Every once in a while I’ll stumble across an idea (in this case a quote) and just think, “bingo.”

Oscar Wilde said that if you know what you want to be, then you inevitably become it. That is your punishment. But if you never know, then you can be anything. There is a truth to that. We are not nouns, we are verbs. I am not a thing — an actor, a writer — I am a person who does things — I write, I act — and I never know what I am going to do next. I think you can be imprisoned if you think of yourself as a noun.
Stephen Fry

The exact Wilde quote to which Fry is referring is this:

“If you want to be a grocer, or a general, or a politician, or a judge, you will invariably become it; that is your punishment. If you never know what you want to be, if you live what some might call the dynamic life — but what I will call the artistic life — if each day you are unsure of who you are and what you know you will never become anything, and that is your reward.”
Oscar Wilde

I relate to this on a personal level — not only because of the actor and writer thing, but probably stemming from networking events where people ask the inevitable question, “So, what do you do?” (I may try to start quoting Stephen Fry to them at the risk of sounding like a pretentious douche.) I wrote about my pursuit of creativity as just being “inevitable.” I just didn’t have the perfect wording for what that pursuit was. So the amazing irony is, while I’ve struggled to figure out exactly what my noun is… I’ve been verb-ing all along!

Forget the noun, do the verb.

Austin Kleon, someone I follow and read with some consistency, found this to be empowering also, stating, “Let go of the thing that you’re trying to be (the noun), and focus on the actual work you need to be doing (the verb).” He even wrote a chapter in his new book about it (although, as of this writing, the book isn’t out, so I don’t know what it says). Instead of one of the aforementioned quotes, however, Austin quotes R. Buckminster Fuller:

I live on this earth at present, and I don’t know what I am. I know that I am not a category. I’m not a thing — a noun. I seem to be a verb, an evolutionary process — an integral function of the universe.”
R. Buckminster Fuller

Give yourself permission to live a creative life.

I’ve met so many people who just like the idea of being an “artist.” I actually talked about it some in this interview I gave on the MAKE IT Podcast. It seems to me they never find joy in the work (verb) — they just don’t love that aspect enough. I also know lots of artists who are so focused on becoming the artist they want to be (noun), they drive themselves crazy plotting and planning and structuring their work to the point of not enjoying it.

Find joy in the work. Or if you can’t (or if you lose it), find work that gives you joy. Give yourself permission to live a creative life. By simply doing, you will find the satisfaction you’re looking for. Elizabeth Gilbert touches on this a lot in her book, Big Magic:

“This is how it feels to lead a faithful creative life: You try and try and try and nothing works. But you keep trying, and you keep seeking, and then sometimes, in the least expected place and time, it finally happens… You might earn a living with your pursuits or you might not, but you can recognize that this is not really the point. And at the end of your days you can thank creativity for having blessed you with a charmed, interesting, passionate existence.”
Elizabeth Gilbert

But wait, that one time you said…

I know, I know. I did a whole thing about “creative” is a noun. When people ask you the networking question, they want a noun. “Creative” is the only catch-all, general word that concisely describes what it is I do. (Although if I answer with, “I’m a creative,” that may come across even more douchey than quoting Fry.) So I stand by it! But I like this too. Life is full of contradictions; what can you do?

I do think some people are nouns. Some people are actors, teachers, writers, climbers, paleontologists, down to their core. But I also think Fuller had it right when he said we are “an evolutionary process.” Even if you define yourself a particular way, growing, learning, and pursing will lead to a more fulfilled life. In that way, we are all verbs.

Life is about doing. So let’s go verb our asses off.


> _Your goal_
Repeat each record below exactly as given.

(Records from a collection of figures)

== Segment start ==

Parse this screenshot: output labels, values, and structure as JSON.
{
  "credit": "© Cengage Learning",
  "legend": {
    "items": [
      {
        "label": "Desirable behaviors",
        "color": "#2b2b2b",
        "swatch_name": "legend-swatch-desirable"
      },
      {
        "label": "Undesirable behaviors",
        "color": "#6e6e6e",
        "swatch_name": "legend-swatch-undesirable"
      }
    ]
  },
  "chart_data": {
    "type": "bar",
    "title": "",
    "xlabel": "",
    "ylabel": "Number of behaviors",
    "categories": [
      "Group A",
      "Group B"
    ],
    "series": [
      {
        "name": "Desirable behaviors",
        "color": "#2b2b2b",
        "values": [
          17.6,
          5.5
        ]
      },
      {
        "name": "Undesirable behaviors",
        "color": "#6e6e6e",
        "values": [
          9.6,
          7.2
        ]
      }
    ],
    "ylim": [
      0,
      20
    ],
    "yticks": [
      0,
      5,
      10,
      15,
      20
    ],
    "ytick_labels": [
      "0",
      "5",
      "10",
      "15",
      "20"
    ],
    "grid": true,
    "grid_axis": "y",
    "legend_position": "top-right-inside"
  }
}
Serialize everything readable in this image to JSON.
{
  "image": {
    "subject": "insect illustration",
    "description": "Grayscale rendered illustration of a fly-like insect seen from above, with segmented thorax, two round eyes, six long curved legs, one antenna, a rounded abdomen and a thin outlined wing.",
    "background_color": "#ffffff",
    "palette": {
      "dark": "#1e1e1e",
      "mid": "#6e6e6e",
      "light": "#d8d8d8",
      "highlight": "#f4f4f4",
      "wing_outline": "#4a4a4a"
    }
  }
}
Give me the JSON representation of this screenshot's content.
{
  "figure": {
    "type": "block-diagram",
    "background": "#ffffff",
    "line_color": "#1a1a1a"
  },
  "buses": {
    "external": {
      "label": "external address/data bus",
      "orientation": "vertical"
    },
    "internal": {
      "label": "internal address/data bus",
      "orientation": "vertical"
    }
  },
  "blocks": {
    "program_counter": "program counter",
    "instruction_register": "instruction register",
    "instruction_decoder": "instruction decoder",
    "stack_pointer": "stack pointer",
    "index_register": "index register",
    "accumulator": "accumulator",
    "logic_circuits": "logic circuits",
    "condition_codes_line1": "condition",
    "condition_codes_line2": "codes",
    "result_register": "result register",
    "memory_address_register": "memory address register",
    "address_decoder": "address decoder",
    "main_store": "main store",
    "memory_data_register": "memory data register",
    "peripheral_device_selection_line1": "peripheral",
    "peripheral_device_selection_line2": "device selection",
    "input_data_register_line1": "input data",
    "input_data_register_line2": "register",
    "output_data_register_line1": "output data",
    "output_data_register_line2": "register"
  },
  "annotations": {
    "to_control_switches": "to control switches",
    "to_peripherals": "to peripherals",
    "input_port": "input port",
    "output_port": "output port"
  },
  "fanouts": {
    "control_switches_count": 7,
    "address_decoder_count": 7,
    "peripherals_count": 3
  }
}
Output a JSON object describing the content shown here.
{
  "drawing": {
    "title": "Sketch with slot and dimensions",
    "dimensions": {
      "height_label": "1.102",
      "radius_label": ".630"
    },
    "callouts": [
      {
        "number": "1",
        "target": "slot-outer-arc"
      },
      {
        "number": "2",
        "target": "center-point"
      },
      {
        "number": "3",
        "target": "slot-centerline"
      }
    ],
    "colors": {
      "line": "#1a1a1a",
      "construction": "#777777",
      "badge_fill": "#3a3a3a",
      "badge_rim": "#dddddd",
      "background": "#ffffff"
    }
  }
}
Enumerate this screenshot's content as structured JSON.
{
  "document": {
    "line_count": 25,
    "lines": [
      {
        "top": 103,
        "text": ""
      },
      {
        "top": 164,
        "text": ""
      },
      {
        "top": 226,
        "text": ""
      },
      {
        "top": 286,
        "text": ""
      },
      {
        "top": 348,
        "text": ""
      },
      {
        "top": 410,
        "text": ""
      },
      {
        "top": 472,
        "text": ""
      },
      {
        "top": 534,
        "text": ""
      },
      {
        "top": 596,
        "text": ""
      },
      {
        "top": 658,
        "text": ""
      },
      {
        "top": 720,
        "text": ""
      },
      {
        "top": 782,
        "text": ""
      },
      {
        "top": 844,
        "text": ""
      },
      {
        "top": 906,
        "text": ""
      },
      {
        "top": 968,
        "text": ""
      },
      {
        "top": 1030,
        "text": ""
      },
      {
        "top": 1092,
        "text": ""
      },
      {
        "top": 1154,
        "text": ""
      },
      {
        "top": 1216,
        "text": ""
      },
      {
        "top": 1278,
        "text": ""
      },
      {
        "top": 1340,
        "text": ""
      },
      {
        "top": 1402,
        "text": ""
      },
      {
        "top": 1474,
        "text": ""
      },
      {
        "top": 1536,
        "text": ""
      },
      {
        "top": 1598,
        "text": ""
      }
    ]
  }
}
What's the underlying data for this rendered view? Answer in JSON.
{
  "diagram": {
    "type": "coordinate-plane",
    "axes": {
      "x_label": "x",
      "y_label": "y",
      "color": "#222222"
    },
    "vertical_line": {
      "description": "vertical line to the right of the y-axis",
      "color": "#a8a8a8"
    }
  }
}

== Segment end ==

> _Expected answer_
Parse this screenshot: output labels, values, and structure as JSON.
{
  "credit": "© Cengage Learning",
  "legend": {
    "items": [
      {
        "label": "Desirable behaviors",
        "color": "#2b2b2b",
        "swatch_name": "legend-swatch-desirable"
      },
      {
        "label": "Undesirable behaviors",
        "color": "#6e6e6e",
        "swatch_name": "legend-swatch-undesirable"
      }
    ]
  },
  "chart_data": {
    "type": "bar",
    "title": "",
    "xlabel": "",
    "ylabel": "Number of behaviors",
    "categories": [
      "Group A",
      "Group B"
    ],
    "series": [
      {
        "name": "Desirable behaviors",
        "color": "#2b2b2b",
        "values": [
          17.6,
          5.5
        ]
      },
      {
        "name": "Undesirable behaviors",
        "color": "#6e6e6e",
        "values": [
          9.6,
          7.2
        ]
      }
    ],
    "ylim": [
      0,
      20
    ],
    "yticks": [
      0,
      5,
      10,
      15,
      20
    ],
    "ytick_labels": [
      "0",
      "5",
      "10",
      "15",
      "20"
    ],
    "grid": true,
    "grid_axis": "y",
    "legend_position": "top-right-inside"
  }
}
Serialize everything readable in this image to JSON.
{
  "image": {
    "subject": "insect illustration",
    "description": "Grayscale rendered illustration of a fly-like insect seen from above, with segmented thorax, two round eyes, six long curved legs, one antenna, a rounded abdomen and a thin outlined wing.",
    "background_color": "#ffffff",
    "palette": {
      "dark": "#1e1e1e",
      "mid": "#6e6e6e",
      "light": "#d8d8d8",
      "highlight": "#f4f4f4",
      "wing_outline": "#4a4a4a"
    }
  }
}
Give me the JSON representation of this screenshot's content.
{
  "figure": {
    "type": "block-diagram",
    "background": "#ffffff",
    "line_color": "#1a1a1a"
  },
  "buses": {
    "external": {
      "label": "external address/data bus",
      "orientation": "vertical"
    },
    "internal": {
      "label": "internal address/data bus",
      "orientation": "vertical"
    }
  },
  "blocks": {
    "program_counter": "program counter",
    "instruction_register": "instruction register",
    "instruction_decoder": "instruction decoder",
    "stack_pointer": "stack pointer",
    "index_register": "index register",
    "accumulator": "accumulator",
    "logic_circuits": "logic circuits",
    "condition_codes_line1": "condition",
    "condition_codes_line2": "codes",
    "result_register": "result register",
    "memory_address_register": "memory address register",
    "address_decoder": "address decoder",
    "main_store": "main store",
    "memory_data_register": "memory data register",
    "peripheral_device_selection_line1": "peripheral",
    "peripheral_device_selection_line2": "device selection",
    "input_data_register_line1": "input data",
    "input_data_register_line2": "register",
    "output_data_register_line1": "output data",
    "output_data_register_line2": "register"
  },
  "annotations": {
    "to_control_switches": "to control switches",
    "to_peripherals": "to peripherals",
    "input_port": "input port",
    "output_port": "output port"
  },
  "fanouts": {
    "control_switches_count": 7,
    "address_decoder_count": 7,
    "peripherals_count": 3
  }
}
Output a JSON object describing the content shown here.
{
  "drawing": {
    "title": "Sketch with slot and dimensions",
    "dimensions": {
      "height_label": "1.102",
      "radius_label": ".630"
    },
    "callouts": [
      {
        "number": "1",
        "target": "slot-outer-arc"
      },
      {
        "number": "2",
        "target": "center-point"
      },
      {
        "number": "3",
        "target": "slot-centerline"
      }
    ],
    "colors": {
      "line": "#1a1a1a",
      "construction": "#777777",
      "badge_fill": "#3a3a3a",
      "badge_rim": "#dddddd",
      "background": "#ffffff"
    }
  }
}
Enumerate this screenshot's content as structured JSON.
{
  "document": {
    "line_count": 25,
    "lines": [
      {
        "top": 103,
        "text": ""
      },
      {
        "top": 164,
        "text": ""
      },
      {
        "top": 226,
        "text": ""
      },
      {
        "top": 286,
        "text": ""
      },
      {
        "top": 348,
        "text": ""
      },
      {
        "top": 410,
        "text": ""
      },
      {
        "top": 472,
        "text": ""
      },
      {
        "top": 534,
        "text": ""
      },
      {
        "top": 596,
        "text": ""
      },
      {
        "top": 658,
        "text": ""
      },
      {
        "top": 720,
        "text": ""
      },
      {
        "top": 782,
        "text": ""
      },
      {
        "top": 844,
        "text": ""
      },
      {
        "top": 906,
        "text": ""
      },
      {
        "top": 968,
        "text": ""
      },
      {
        "top": 1030,
        "text": ""
      },
      {
        "top": 1092,
        "text": ""
      },
      {
        "top": 1154,
        "text": ""
      },
      {
        "top": 1216,
        "text": ""
      },
      {
        "top": 1278,
        "text": ""
      },
      {
        "top": 1340,
        "text": ""
      },
      {
        "top": 1402,
        "text": ""
      },
      {
        "top": 1474,
        "text": ""
      },
      {
        "top": 1536,
        "text": ""
      },
      {
        "top": 1598,
        "text": ""
      }
    ]
  }
}
What's the underlying data for this rendered view? Answer in JSON.
{
  "diagram": {
    "type": "coordinate-plane",
    "axes": {
      "x_label": "x",
      "y_label": "y",
      "color": "#222222"
    },
    "vertical_line": {
      "description": "vertical line to the right of the y-axis",
      "color": "#a8a8a8"
    }
  }
}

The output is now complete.